Michael Dell Says Public Cloud Is Important, But It’s Not Everything

#DellTechnologies CEO @MichaelDell says he's happy for his company to sell technology gear to #publiccloud providers like #Amazon and #Microsoft. But he argues that his company's bet to continue focusing on technology that corporations run internally is paying off. Dell made the remarks at Fortune's Brainstorm Tech conference in Aspen, Colo. on Monday. As exemplified by Amazon (AMZN) Web Services and Microsoft (MSFT) Azure, public cloud is a model in which companies move data and software to data centers run by a single provider, instead of building more of their own facilities. Public cloud is seen as the way new information technologies are being deployed.
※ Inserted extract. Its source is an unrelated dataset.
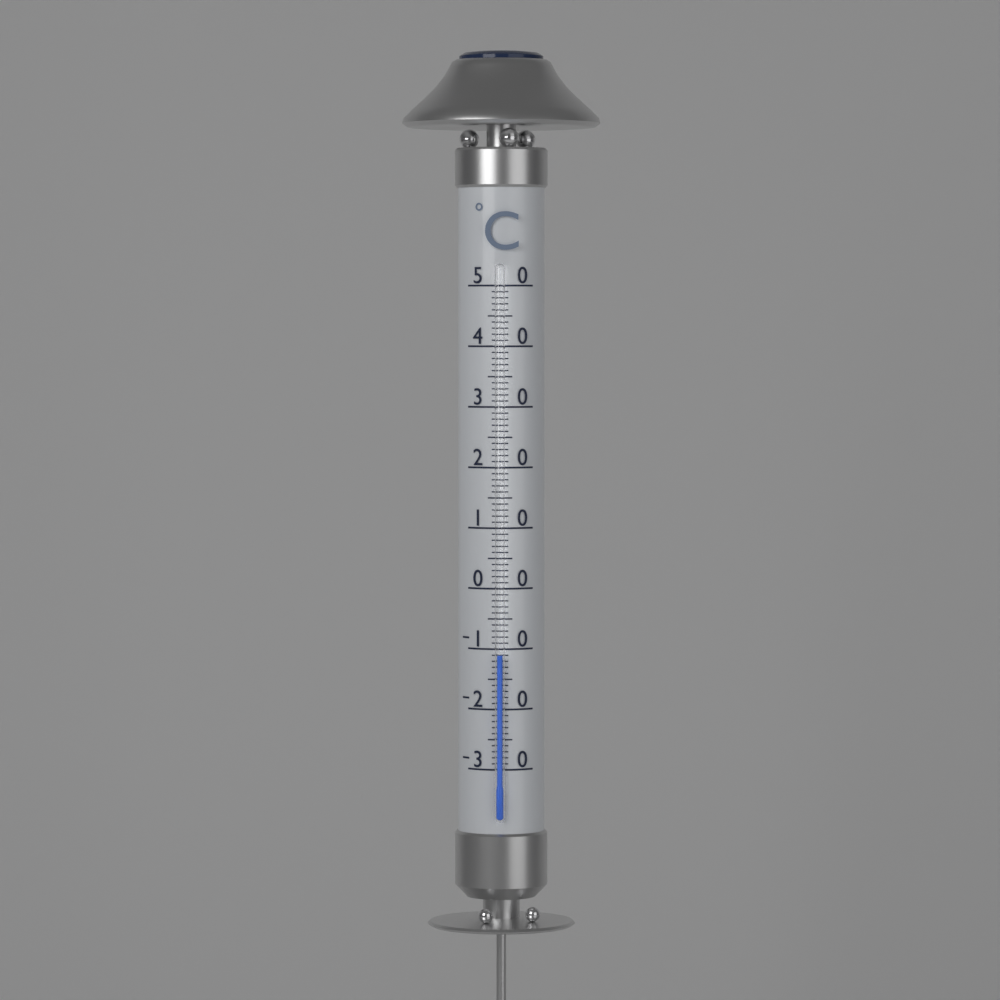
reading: -11 °C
In Dell's view, however, this is not a one-way trip. "There's a boomerang of companies moving to public cloud [coming back]," Dell said. "We're not against it, but it's not the right place to put all workloads." Get Data Sheet, Fortune’s technology newsletter For 90% of a company's computing tasks, running them in-house or in a co-location center costs less than public cloud, Dell said. A co-location center is a data center used by many businesses, each of which controls their own hardware and software. "AWS gets expensive when you scale it up," Dell said, a contention that Amazon would likely dispute. Public clouds typically rent their resources by the hour and by the amount of storage used, so they suit spiky work loads. But owning your own resources may be better for steady jobs, Dell noted. "If I come to Aspen for one or two nights, I stay at the St. Regis. But if I come a lot maybe I buy a house," he said.